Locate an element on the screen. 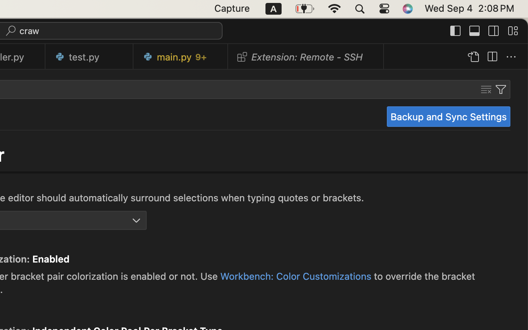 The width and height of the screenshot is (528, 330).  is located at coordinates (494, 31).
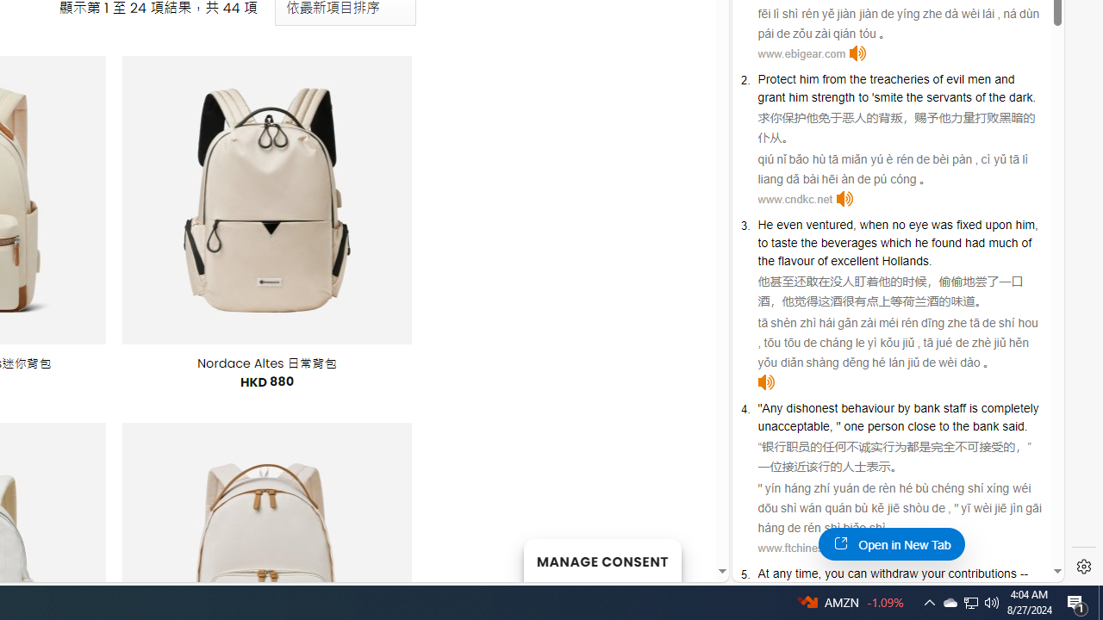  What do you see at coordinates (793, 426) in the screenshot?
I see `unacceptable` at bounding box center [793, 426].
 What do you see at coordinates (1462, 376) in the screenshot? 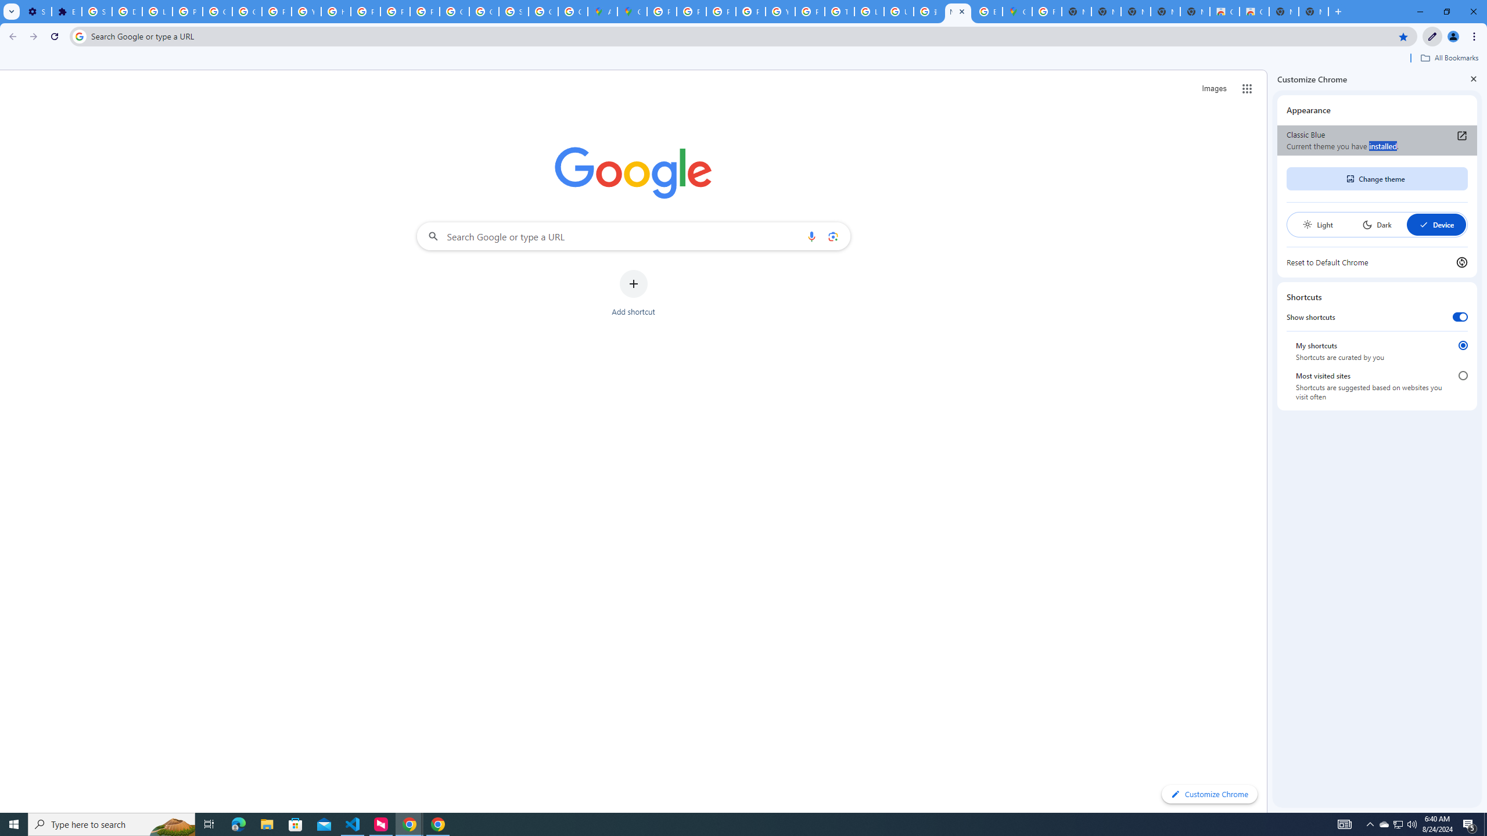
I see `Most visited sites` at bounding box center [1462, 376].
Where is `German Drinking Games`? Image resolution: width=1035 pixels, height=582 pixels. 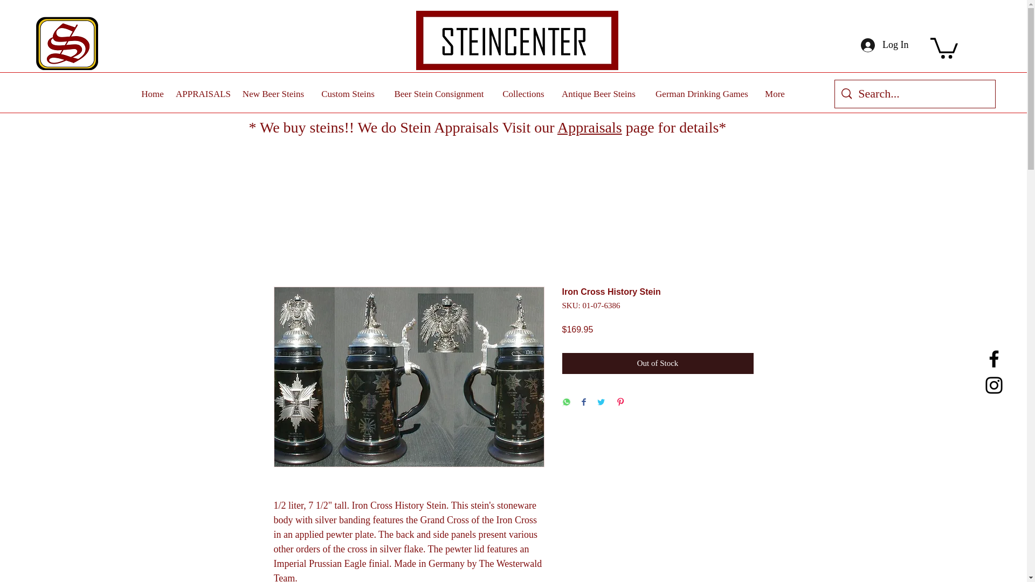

What is required
Output the line containing "What do you see at coordinates (1462, 376)" along with every line after it to the end of the material, exactly as written, but without pictures.

Solution to this exercise
 What do you see at coordinates (1462, 376) in the screenshot? 
I see `Most visited sites` at bounding box center [1462, 376].
Where is `German Drinking Games`? Image resolution: width=1035 pixels, height=582 pixels. 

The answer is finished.